Photo released, Reuters
Volunteers are like the rest of the people
The house of Ahmed and his family were bombed on the third day of the war, saying: “We rented a house, then he was destroyed, so we rented another, and I was displaced with my family consisting of my father, my mother, my younger sister, my brother and his wife 9 times since the beginning of the war.”
More than 1.9 million Palestinians were forcibly displaced and more than 70 percent of housing units were damaged or destroyed, according to United Nations statistics 2024.
Ahmed does not forget the day when his wife was injured in the brain because of the bombing, as he says: “I was always, we helped her, and I promised to practice my work without stopping.”
Ahmed’s wife was displaced to the southern Gaza Strip to get treatment, and Ahmed remained for nearly a year in the north with his parents.

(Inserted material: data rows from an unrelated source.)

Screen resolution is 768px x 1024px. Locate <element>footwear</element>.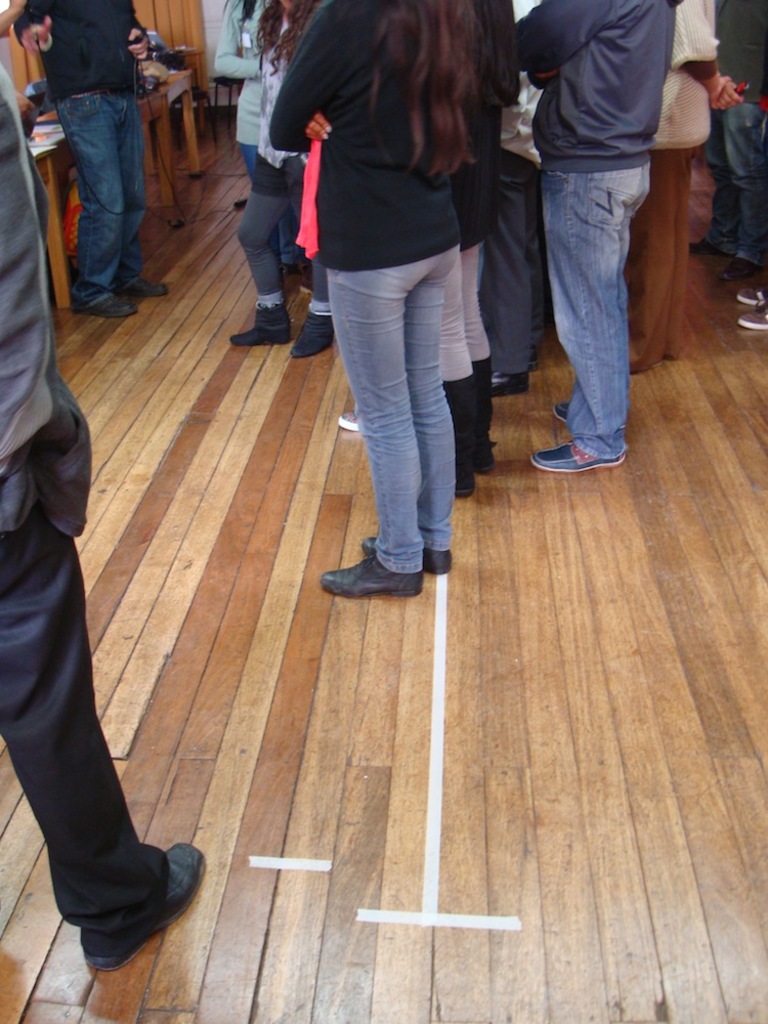
{"x1": 738, "y1": 282, "x2": 767, "y2": 304}.
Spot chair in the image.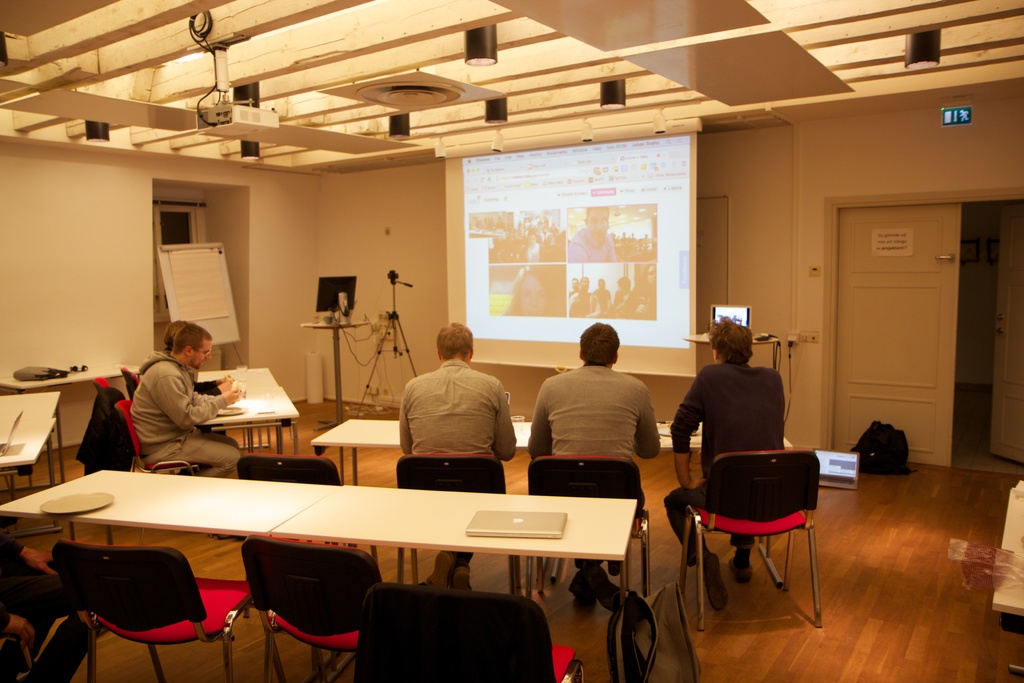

Throughout the war, the loss has become the daily feature of Ahmed’s life, saying: “I lost my colleagues in the Red Crescent, Mandar Al -Sharif, Yusr Al -Masry, and my closest friend Ahmed Dahman.” He silences a little and then says: “By God, our lives are very difficult.”
The Israeli army launched a campaign to eliminate Hamas, in response to its unprecedented attack on October 7, 2023, which killed about 1,200 people and detained 251 others in Gaza, according to Israeli reports.
Ambulance needs support
“From the first moment, the Israeli forces have targeted the ambulance and emergency crews,” said Fares Afana, director of the ambulance unit in Gaza.
On March 23, 2025, while a convoy consisting of 4 ambulances belonging to the Palestinian Red Crescent, two civil defense cars, and a vehicle belonging to the Relief and Works Agency for the Palestinian Refugees (UNRWA) are moving to retrieve the bodies of deaths and ambulances injured, who were subjected to direct shooting from Israeli forces, killed 15 relief and paramedics, and buried them in a mass grave, using a bulldozer, using a bulldozer, using a bulldozer, using a bulldozer The ambulances they were traveling were buried with them.
The Israeli Defense Army announced that “all allegations related to the incident will be examined through the mechanism, and displayed in detail and comprehensive to decide on how to deal with the event.”
According to Afaneh, the Gaza Strip had ten ambulances, but now it has only three vehicles in the northern Gaza Strip and two vehicles in Gaza.
Afaneh emphasizes the sector’s need for more ambulances to meet the calls of distress and the transportation of patients and the wounded, especially with the presence of places with stuck individuals that cannot be reached due to Israel’s targeting of ambulances, as he put it.
Afana also monitors the interruption of communications and the Internet for a very long time, as he says: “All these factors prevent the registration of a large number of missing, dead and wounded.”
Afana also monitors in Gaza that employees and volunteers do not receive their salaries for more than 90 days, which makes the situation more difficult.
Hope for a better tomorrow
In January of this year, thousands of Palestinian displaced people began to return to northern Gaza and were with them Ahmed’s wife, and Ahmed says: “Unfortunately, the Israeli army did not withdraw from all regions, and we work only in places that we are allowed to enter.”
The daily life that Ahmed and his family live are very difficult as he repeats throughout his speech by saying: “Water does not reach only two hours every week, and we cannot grow any food and we are not allowed to move between the north and the south.”
Despite all the destruction of the sector, Ahmed still dreams of the day when the war will end, saying: “The day the crossings will open, my wife and I will travel to Egypt in order to perform a microscopic injection operation … We dream of a child since our marriage ten years ago.”